A few months ago I bought three new chickens because my old girls were no longer laying. I was convinced it wasn’t just a winter slump, because they really were getting on in years (for chooks), and they’d stopped laying long before winter.

But I think they’re trying to one-up the new chickens, because now that all three new ones are laying daily, the two remaining old ones have started laying again.

So now I’m getting five eggs a day–way more than we’re used to eating.

And that’s just fine by me. It’s a sparse time of year in the garden, so a few extra eggs are welcome in our diet. And if we can’t eat them all, eggs make great gifts. One of the things that makes rural life seem like such a luxury is seasonal abundance. There may be little left in the veggie garden beyond a few old beetroots, but we can still spread around our rich harvest of eggs.

Stay Sharp

It’s the time of year when I have too much to do in the garden. It’s a race to get the garden beds prepared before the vegetables are ready to go out into them. It’s a race to keep ahead of the weeds in the perennial beds. It’s a race to get the finished compost out of the bin before I need the space for fresh material.

I hate to waste my garden time. I hate to take breaks, because every minute I’m not out there is a minute for the weeds to get ahead of me.

But I’ve learned that some breaks are not a waste of time. Sharpening the hoe is one of those breaks that pays for itself. When I’m using the hoe a lot, I stop every couple of hours to sharpen it. It takes just a few minutes, and it makes the job much easier and faster.

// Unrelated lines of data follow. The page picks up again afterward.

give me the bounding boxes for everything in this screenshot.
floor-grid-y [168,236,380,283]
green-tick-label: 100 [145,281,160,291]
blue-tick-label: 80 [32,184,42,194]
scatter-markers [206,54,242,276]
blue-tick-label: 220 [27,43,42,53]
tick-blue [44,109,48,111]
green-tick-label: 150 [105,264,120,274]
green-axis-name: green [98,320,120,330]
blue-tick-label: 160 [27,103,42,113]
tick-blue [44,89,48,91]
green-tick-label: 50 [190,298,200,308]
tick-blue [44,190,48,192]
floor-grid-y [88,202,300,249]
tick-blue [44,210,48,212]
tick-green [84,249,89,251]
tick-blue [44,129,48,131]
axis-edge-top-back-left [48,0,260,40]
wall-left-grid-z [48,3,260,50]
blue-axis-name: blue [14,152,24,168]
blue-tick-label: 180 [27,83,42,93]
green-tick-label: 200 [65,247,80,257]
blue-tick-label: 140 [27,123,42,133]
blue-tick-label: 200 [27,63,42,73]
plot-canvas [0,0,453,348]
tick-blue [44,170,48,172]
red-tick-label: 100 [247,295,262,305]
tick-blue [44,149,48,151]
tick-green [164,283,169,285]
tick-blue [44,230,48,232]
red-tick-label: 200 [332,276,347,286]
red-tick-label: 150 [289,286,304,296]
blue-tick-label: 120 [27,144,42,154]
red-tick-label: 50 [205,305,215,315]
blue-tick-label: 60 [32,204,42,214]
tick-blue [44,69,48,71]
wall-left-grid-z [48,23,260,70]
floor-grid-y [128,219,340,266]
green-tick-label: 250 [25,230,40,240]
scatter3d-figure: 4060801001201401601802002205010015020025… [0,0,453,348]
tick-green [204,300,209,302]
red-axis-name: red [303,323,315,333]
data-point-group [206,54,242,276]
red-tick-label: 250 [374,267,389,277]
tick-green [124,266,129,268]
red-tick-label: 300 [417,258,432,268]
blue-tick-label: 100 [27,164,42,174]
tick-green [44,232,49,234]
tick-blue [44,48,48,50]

A nicely sharpened and well-maintained tool can make all the difference between back-breaking drudgery and a job efficiently completed.

It pays to stay sharp.

Nettle Season

It’s stinging nettle season and, as I’ve mentioned before, my garden is host to an irritating quantity of nettle—quite literally.

But though it is a stinging weed, I’ll admit to a certain fascination with nettle. Look at the stinging hairs (trichomes) under the microscope, and you’ll find beautifully wicked structures like fine hypodermic needles. Those syringes are full of an irritating mix of acetylcholine, histamine, serotonin, moroidin, leukotrienes, and formic acid to irritate your skin.

But the triggering mechanism for the trichomes depends upon turgor (water pressure), so once a nettle wilts, it can’t sting.

And once it wilts, nettle is an incredibly useful plant. It is edible and quite nutritious for both humans and livestock. The cooked greens are used in traditional dishes throughout the Northern Hemisphere where it is native.

It can be used to make a vegetarian rennet for cheesemaking, and is used to flavour and decorate some cheeses. I’ve made nettle rennet myself as a substitute for commercial rennet when I’ve run out.

Nettles can be used to make tea, cordial and beer.

The fibrous stems can be used to make linen-like textiles. The roots can be used to make a yellow dye.

Fed to chickens, nettle is an effective egg colourant, which may explain the deep orange colour of my chickens’ egg yolks at this time of year.

All in all, stinging nettles don’t deserve their bad reputation. Like many of our weeds, they’re useful plants that we’ve forgotten how to use.

Aggravation or Aurora

I was frustrated all day with the internet, or rather, the lack of it. Being on rural broadband, we’re used to lousy internet speeds, and frequent outages. But today was particularly frustrating. I’d load a page with no problem, then be unable to load the next. Five minutes later, all would be well again. All day this went on, and I was tearing my hair out.

Then this evening, my son mentioned we’re supposed to have a spectacular aurora tonight.

Ah. That explains the internet, then.

And now I’m terribly excited that I had dodgy internet today. I can’t wait for daylight to fade fully so I can enjoy the aurora.